Visual Moment | John Singer Sargent: Fashioning Art
Fans, gowns, beaded dress pumps, even a French hat ornament constructed from the stuffed body of a bird-of-paradise, complement the 50 paintings assembled for “Fashioned by Sargent” at the Museum of Fine Arts, Boston, currently on view through January 15, 2024.
Visual Moment | Photographer Richard Avedon’s New Take on the Group Portrait
Sometime in the late 1970s, my father-in-law, who owned a bookstore in Chicago, arranged a book-signing party for the photographer Richard Avedon.
Meret Oppenheim: My Exhibition
Visionary Swiss artist Meret Oppenheim’s paintings, drawings, sculptures and collages demonstrate both a daredevil freedom and an obdurate determination.
The Seifter Menorah: Fingerprints From a Vanished World
As is often the case with material culture, the Seifter menorah tells a complex story.
Visual Moment | The World Inside Carl Moll’s ‘White Interior’
Looking into the calm of artist Carl Moll’s 1905 White Interior feels something like inhabiting the imaginative space at the periphery of a dollhouse.
Visual Moment | The Subversive Art of Philip Guston
Frances Brent discusses a new exhibit of Russian-Jewish painter Philip Guston’s sometimes controversial art.

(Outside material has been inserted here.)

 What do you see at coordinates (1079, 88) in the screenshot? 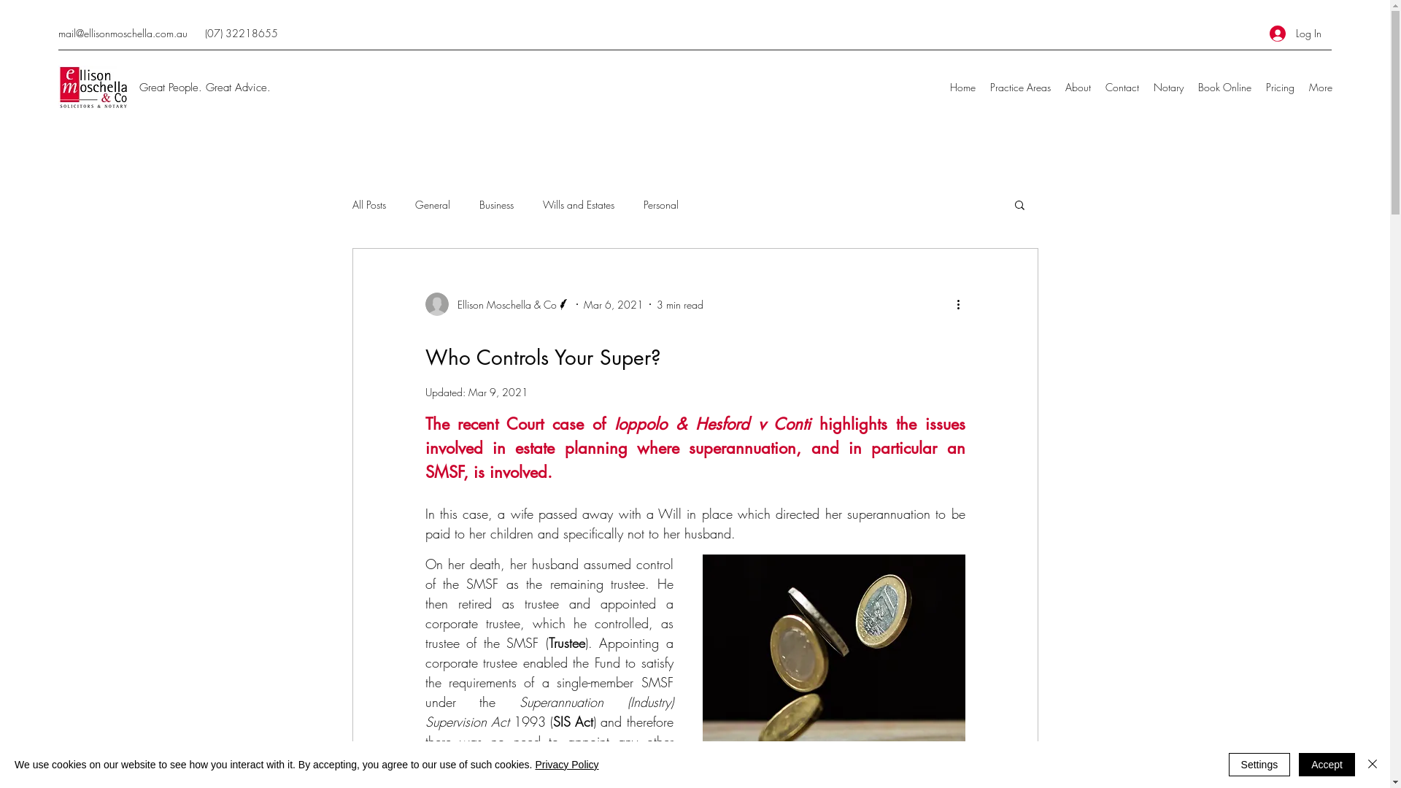
I see `About` at bounding box center [1079, 88].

A Gothic Rendering of a Hero of Judaism
Slightly more slender than life-size, Moses sits on an unadorned stone bench, supporting the tablets with his left hand and making the apparent sign of benediction with his right hand.
How a Collection of Japanese Netsuke Sheds Light on a Jewish Family’s Tumultuous History
I have a personal interest in the carved Japanese netsuke, or figurines, that are at the center of the New York Jewish Museum’s current show “The Hare with Amber Eyes,” on view through May 15.
Esther Before Ahasuerus by Artemesia Gentileschi
Gentileschi, recognized as the finest female artist of the 17th century, developed a reputation for depicting women, particularly figures from the Bible and classical mythology.
Visual Moment | The Compelling Odysseys of Looted Art
In the sumptuous catalogue for the New York Jewish Museum’s late summer exhibition, Afterlives: Recovering the Lost Stories of Looted Art, on view through January 9, 2022, a cropped image of French artist Pierre Bonnard’s color-diffused painting Still Life with Guelder Roses appears alongside an army photograph of the salt mine in Altaussee, Austria, where the Nazis secreted looted art and other treasures.